Sunday, August 7 • 3:00pm • The Bowl
Hard Working Americans are THE American rock supergroup. The band consists of cult songwriter hero Todd Snider, bassist Dave Schools from Widespread Panic, Neal Casal of Chris Robinson Brotherhood on guitar/vox, Chad Staehly of Great American Taxi on keyboards, Duane Trucks, younger brother to Derek and current drummer for Widespread Panic, and Jesse Aycock on pedal steel.
Their self-titled debut album Hard Working Americans was recorded in 2013 at Bob Weir’s TRI Studios. It is composed entirely of cover songs of artists ranging from Randy Newman to Lucinda Williams to Gillian Welch to Hayes Carll. The album was produced by Schools and Snider and also features John Popper (Blue Traveler) on harmonica.
Their brand spanking new album Rest in Chaos is an album that belongs in every music lovers’ collection. What you have here is the book of Genesis as deftly reconceived by Todd Snider who has been inhabited by a spirit resembling Philip K. Dick. The rest of the HWA are under the direction of an older wiser Hendrix and a Zappa no less exacting than he was when he departed. It is rock’n’roll music, past, present and future, and that’s no dream, it’s just a fact. There are moments here when the walls of Babel might be falling, there are moments when they are reinvented and every time you try to pin it down, it shows you something else.
“Half Ass Moses,” the third song, ends by declaring “The song wasn’t all that complicated.” Like hell it isn’t. When, in the very next song, “Dope is Dope,” Todd Snider is a voice more inflammatory and gritty than ever. “His mother didn’t understand him / Whose mother ever does?” Am I supposed to laugh, cry, applaud or beg for mercy? All that’s really sure is, you’re not leaving ‘til the show’s over. Even if you want to, there’s nowhere else to go, and even if there were, the music is too good.
If these Hard Working Americans were scientists of something other than sound, they’d be the story of the entropy of the universe, and if you think I’m kidding that’s only because you haven’t taken the deep dive into its complexity, which if not quantum is at least a quandary. Albums aren’t this good anymore; they’re not this ambitious; their parts are not so finely conceived, the risks are not so reckless, the ways they resolve contradictions are not so elegant. Most of all they don’t kick you in the preconceptions anywhere near so often. How did they manage to create harmonies in “Something Else” that recall both the Hollies and the Mothers of Invention?
Todd’s songs sound like he swiped part of them from Billy Joe Shaver and Tim Buckley and welded them together with spare parts from Iggy and Paul McCartney. There’s a nightmare embedded here, and what cares the weight of it, the aspect of doom and the hint of doom is Dave Schools’ bass. Neal Casal, who might be the most under-rated guitarist in rock, is constantly making the chaos more beautiful than you’d think possible. The roots of the sound are in the jam bands, Americana groups and singer-songwriter sessions the band members have played in but when they get to “Throwing Goats” and “Something Else”, they’ve joined the ranks of the rockers who no longer look for interstellar overdrive, because they’ve already found it.
Rest in Chaos is one of the most well-sustained albums of this generation, and what it sustains is not only faith in rock’n’roll or even how hard the these guys really do work to make their magic, but how much it means to them, which is the only way it can mean very much to the rest of us.
You can scratch its surface and dive to the bottom of it, if there even is a bottom. It is humbling to confront it, and reassuring to know that there is all the rest of our lives for that.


DIRECTIONS FOR THIS TASK:
Exact copy required. Repeat the records, but keep the pictures out.

SUPPLIED MATERIAL:
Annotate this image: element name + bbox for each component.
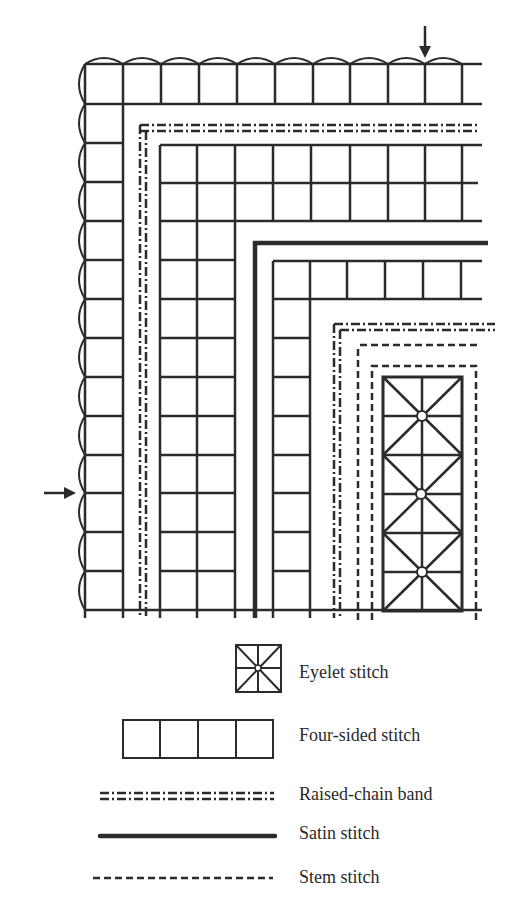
legend-eyelet-icon (236, 645, 281, 692)
legend-four-sided-icon (123, 720, 273, 758)
legend-label-eyelet: Eyelet stitch (299, 663, 388, 681)
middle-four-sided-band (160, 145, 482, 618)
legend-raised-chain-icon (100, 793, 274, 799)
legend-label-four-sided: Four-sided stitch (299, 726, 420, 744)
inner-four-sided-band (273, 261, 482, 618)
legend-label-stem: Stem stitch (299, 868, 380, 886)
legend-label-raised-chain: Raised-chain band (299, 785, 432, 803)
left-arrow-icon (44, 487, 76, 499)
top-arrow-icon (419, 26, 431, 58)
legend-label-satin: Satin stitch (299, 824, 380, 842)
eyelet-block (383, 377, 462, 611)
stem-stitch-outer (358, 345, 478, 620)
stitch-corner-diagram (0, 0, 527, 923)
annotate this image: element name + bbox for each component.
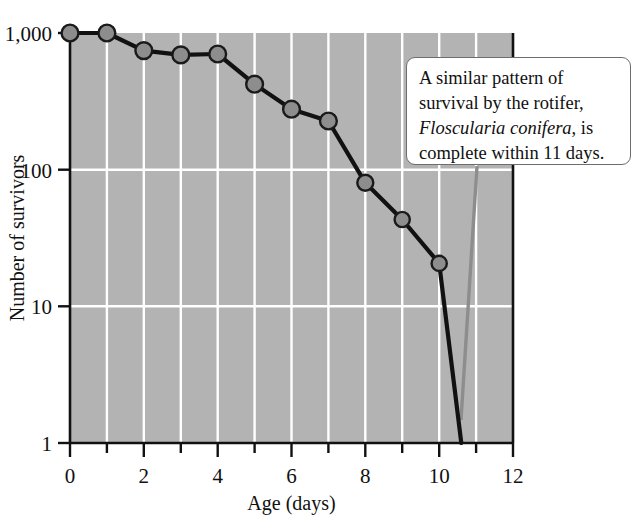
data-point: [357, 175, 373, 191]
survivorship-curve-figure: 1,000 100 10 1 0 2 4 6 8 10 12 Age (days…: [0, 0, 638, 516]
data-point: [209, 46, 226, 63]
callout-line-3: Floscularia conifera, is: [419, 116, 620, 141]
annotation-callout: A similar pattern of survival by the rot…: [406, 57, 631, 165]
x-tick-label-0: 0: [65, 464, 76, 488]
callout-line-2: survival by the rotifer,: [419, 91, 620, 116]
data-point: [246, 76, 263, 93]
x-tick-label-8: 8: [360, 464, 371, 488]
x-tick-label-12: 12: [503, 464, 524, 488]
data-point: [432, 256, 447, 271]
data-point: [99, 25, 116, 42]
data-point: [283, 101, 300, 118]
x-axis-ticks: [70, 443, 513, 457]
callout-line-1: A similar pattern of: [419, 66, 620, 91]
y-tick-label-1: 1: [42, 432, 53, 456]
y-axis-ticks: [58, 33, 70, 443]
y-axis-title: Number of survivors: [6, 154, 28, 321]
x-tick-label-10: 10: [429, 464, 450, 488]
x-axis-title: Age (days): [247, 492, 335, 515]
y-tick-label-1000: 1,000: [5, 22, 52, 46]
y-tick-label-10: 10: [31, 295, 52, 319]
data-point: [135, 42, 152, 59]
callout-line-4: complete within 11 days.: [419, 141, 620, 166]
data-point: [62, 25, 79, 42]
data-point: [172, 47, 189, 64]
x-tick-label-6: 6: [286, 464, 297, 488]
x-tick-label-4: 4: [212, 464, 223, 488]
species-name: Floscularia conifera: [419, 118, 572, 138]
x-tick-label-2: 2: [139, 464, 150, 488]
data-point: [320, 113, 337, 130]
data-point: [395, 212, 410, 227]
callout-line-3-rest: , is: [572, 118, 594, 138]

FINAL ANSWER:
Annotate this image: element name + bbox for each component.
legend-eyelet-icon (236, 645, 281, 692)
legend-four-sided-icon (123, 720, 273, 758)
legend-label-eyelet: Eyelet stitch (299, 663, 388, 681)
middle-four-sided-band (160, 145, 482, 618)
legend-raised-chain-icon (100, 793, 274, 799)
legend-label-four-sided: Four-sided stitch (299, 726, 420, 744)
inner-four-sided-band (273, 261, 482, 618)
legend-label-stem: Stem stitch (299, 868, 380, 886)
legend-label-raised-chain: Raised-chain band (299, 785, 432, 803)
left-arrow-icon (44, 487, 76, 499)
top-arrow-icon (419, 26, 431, 58)
legend-label-satin: Satin stitch (299, 824, 380, 842)
eyelet-block (383, 377, 462, 611)
stem-stitch-outer (358, 345, 478, 620)
stitch-corner-diagram (0, 0, 527, 923)
annotate this image: element name + bbox for each component.
data-point: [357, 175, 373, 191]
survivorship-curve-figure: 1,000 100 10 1 0 2 4 6 8 10 12 Age (days…: [0, 0, 638, 516]
data-point: [209, 46, 226, 63]
callout-line-3: Floscularia conifera, is: [419, 116, 620, 141]
annotation-callout: A similar pattern of survival by the rot…: [406, 57, 631, 165]
x-tick-label-0: 0: [65, 464, 76, 488]
callout-line-2: survival by the rotifer,: [419, 91, 620, 116]
data-point: [246, 76, 263, 93]
x-tick-label-8: 8: [360, 464, 371, 488]
x-tick-label-12: 12: [503, 464, 524, 488]
data-point: [432, 256, 447, 271]
data-point: [99, 25, 116, 42]
data-point: [283, 101, 300, 118]
x-axis-ticks: [70, 443, 513, 457]
callout-line-1: A similar pattern of: [419, 66, 620, 91]
y-tick-label-1: 1: [42, 432, 53, 456]
y-axis-ticks: [58, 33, 70, 443]
y-axis-title: Number of survivors: [6, 154, 28, 321]
x-tick-label-10: 10: [429, 464, 450, 488]
x-axis-title: Age (days): [247, 492, 335, 515]
y-tick-label-1000: 1,000: [5, 22, 52, 46]
y-tick-label-10: 10: [31, 295, 52, 319]
data-point: [135, 42, 152, 59]
callout-line-4: complete within 11 days.: [419, 141, 620, 166]
data-point: [62, 25, 79, 42]
data-point: [172, 47, 189, 64]
x-tick-label-6: 6: [286, 464, 297, 488]
x-tick-label-4: 4: [212, 464, 223, 488]
species-name: Floscularia conifera: [419, 118, 572, 138]
x-tick-label-2: 2: [139, 464, 150, 488]
data-point: [320, 113, 337, 130]
data-point: [395, 212, 410, 227]
callout-line-3-rest: , is: [572, 118, 594, 138]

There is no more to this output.